CAPTAIN INVINCIBLE

Papa’s blood runs hot, a carryover from the Sicilian sun, Mama says. Temperatures rise, and storms brew, feeding off the latent heat. The fury of God in man. Our lot is to weather storms, she says. Hold tight; shelter’s king. Wait for a cooling breeze.

#

Mama’s crying in the bedroom again. Her sobs are rain to Papa’s thunder. On my island, it rarely stops storming. Blankets stave off wind, but not the rising tides. The couch has already swept out to sea. I dip a toe into the murky waters, hold my breath and dive.

#

Mama used to lock the bathroom door, cradle me in the bathtub like a rescue boat, her bony arms wrapped around me. Shelter in the cold.

“He won’t hurt you. Nothing will,” she’d whisper. “You’re too special.”

“What about you?” I’d ask, holding a towel to the cut on her head. Or lip. Or elbow. The blood ran like rivers into our rescue boat, thick and sticky. Deep enough to sink us both.

“I’m weak,” she said.

“I’m weak, too,” I said.

“No. You’re different. Invincible. You can weather any storm.”

#

I tiptoe to the door, skirting squeaky floorboards, my blanket wrapped around me like a cape. I’m Captain Invincible. Treading water is a cinch when superpowers thrum in your veins. Fury only feeds my strength.  

#

After school, when the heat got turned off, Mama made hot chocolate with marshmallows and read me stories of heroes, big and small. From cardboard boxes and tin foil, we fashioned shields and swords, practiced fighting until we laughed too hard to swing or charge.

“You’ll be ready,” she said, “when the enemy comes.” She crouched, slipping our weapons under the sofa where I slept.

“You take them. You need them more,” I said.

Her lip quivered — an earthquake on her steady face, but it shook me hard, a heart tremor. I buried my face in her shoulder. Sometimes even heroes got scared. 

#

The door rattles with the hurricane of Papa’s shouts, dirty words that huff and sizzle. Her whispers are no match for his fury.

Mama said to wait it out, but Papa’s heat passed to me, and I’m done waiting. Fire in word and deed. Two can play at that game.

“Stop!” I boom, bounding across the threshold, shielding Mama with my body, my cardboard and tin foil.

It’s hot, that Sicilian fire, scorching under Papa’s lightning blows. But I’m electro-proof. I won’t let Mama fall. I’ll quiet those screams, even though they’re my kryptonite. Down here, on my knees, I wonder . . . do heroes sometimes die?

“Captain Invincible,” I whisper, teeth gritted, fists steeled.

Then her cooling hand meets mine. A steady strength, new and emblazoned. And I know we can beat this as one. Hero and sidekick. I reach up, and together we fly, lifted on the wind.

Dakota Canon

Dakota Canon

Dakota Canon’s work can be found, either published or forthcoming, in Witness, Smokelong Quarterly, Hobart, Moon City Review, Cheap Pop, Fiction Southeast, Literary Orphans, The MacGuffin, Citron Review, Gone Lawn, Bending Genres, North Dakota Quarterly, Wigleaf’s 2020 longlist and elsewhere. Her novel, The Unmaking of Eden, won the 2019 Caledonia Novel Award and the 2018 Hastings Litfest Crime Novel Contest, placed second in the 2019 First Novel Prize, reached the finals of the 2019 James Jones First Novel Fellowship, and was long-listed in the 2019 BPA First Novel Award and the 2018 Yeovil Literary Prize, among other prizes. She’s received mention in the Manchester Fiction Prize and the Writer’s Digest Annual Short Story Contest and has served on staff for Cease, Cows.

Dakota Canon’s work can be found, either published or forthcoming, in Witness, Smokelong Quarterly, Hobart, Moon City Review, Cheap Pop, Fiction Southeast, Literary Orphans, The MacGuffin, Citron Review, Gone Lawn, Bending Genres, North Dakota Quarterly, Wigleaf’s 2020 longlist and elsewhere. Her novel, The Unmaking of Eden, won the 2019 Caledonia Novel Award and the 2018 Hastings Litfest Crime Novel Contest, placed second in the 2019 First Novel Prize, reached the finals of the 2019 James Jones First Novel Fellowship, and was long-listed in the 2019 BPA First Novel Award and the 2018 Yeovil Literary Prize, among other prizes. She’s received mention in the Manchester Fiction Prize and the Writer’s Digest Annual Short Story Contest and has served on staff for Cease, Cows.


Scan the data below. Pull out each line where "facultative" occurs.

*** Opening Input data ***

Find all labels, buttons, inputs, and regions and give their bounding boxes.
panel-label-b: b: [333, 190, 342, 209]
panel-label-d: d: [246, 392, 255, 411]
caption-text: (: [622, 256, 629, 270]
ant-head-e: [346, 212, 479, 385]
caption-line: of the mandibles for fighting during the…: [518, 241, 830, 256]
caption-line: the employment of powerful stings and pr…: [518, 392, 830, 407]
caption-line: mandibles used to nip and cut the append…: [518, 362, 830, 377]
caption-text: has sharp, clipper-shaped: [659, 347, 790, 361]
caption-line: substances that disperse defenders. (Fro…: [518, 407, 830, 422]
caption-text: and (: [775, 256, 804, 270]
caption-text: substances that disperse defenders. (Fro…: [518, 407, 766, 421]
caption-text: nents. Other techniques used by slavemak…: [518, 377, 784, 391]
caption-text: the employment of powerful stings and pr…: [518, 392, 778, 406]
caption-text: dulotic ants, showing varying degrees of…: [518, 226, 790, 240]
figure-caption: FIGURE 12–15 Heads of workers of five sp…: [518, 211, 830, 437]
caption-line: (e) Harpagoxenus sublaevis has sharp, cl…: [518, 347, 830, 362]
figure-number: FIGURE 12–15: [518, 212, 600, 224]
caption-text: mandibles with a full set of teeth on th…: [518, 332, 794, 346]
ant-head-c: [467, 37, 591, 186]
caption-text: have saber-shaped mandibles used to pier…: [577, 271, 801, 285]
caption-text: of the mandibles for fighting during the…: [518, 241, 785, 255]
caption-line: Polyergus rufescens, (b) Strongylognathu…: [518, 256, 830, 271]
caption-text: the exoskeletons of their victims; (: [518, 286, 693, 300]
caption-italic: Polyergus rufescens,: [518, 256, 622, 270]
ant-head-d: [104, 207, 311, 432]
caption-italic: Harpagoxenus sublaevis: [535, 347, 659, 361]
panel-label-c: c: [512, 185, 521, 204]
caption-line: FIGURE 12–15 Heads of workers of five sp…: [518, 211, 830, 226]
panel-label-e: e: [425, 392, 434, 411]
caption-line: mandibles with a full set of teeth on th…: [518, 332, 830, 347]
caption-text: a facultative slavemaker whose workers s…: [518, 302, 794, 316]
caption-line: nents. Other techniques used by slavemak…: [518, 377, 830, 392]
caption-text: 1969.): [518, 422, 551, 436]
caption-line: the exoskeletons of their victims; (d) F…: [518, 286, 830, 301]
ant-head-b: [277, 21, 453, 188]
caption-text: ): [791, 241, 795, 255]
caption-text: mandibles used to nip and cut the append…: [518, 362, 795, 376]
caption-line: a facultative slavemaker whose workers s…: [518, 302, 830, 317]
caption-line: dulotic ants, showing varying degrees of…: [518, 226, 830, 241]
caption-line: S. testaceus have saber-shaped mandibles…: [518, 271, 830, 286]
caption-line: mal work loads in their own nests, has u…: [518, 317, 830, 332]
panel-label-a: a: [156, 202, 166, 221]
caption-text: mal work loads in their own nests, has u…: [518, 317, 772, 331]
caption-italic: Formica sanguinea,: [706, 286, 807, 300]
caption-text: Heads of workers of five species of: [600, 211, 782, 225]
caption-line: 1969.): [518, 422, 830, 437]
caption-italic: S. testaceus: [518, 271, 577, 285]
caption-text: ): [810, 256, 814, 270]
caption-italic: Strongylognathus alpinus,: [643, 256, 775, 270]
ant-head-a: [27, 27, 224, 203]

*** Closing Input data ***

= Exercise result =
caption-text: a facultative slavemaker whose workers s…: [518, 302, 794, 316]
caption-line: a facultative slavemaker whose workers s…: [518, 302, 830, 317]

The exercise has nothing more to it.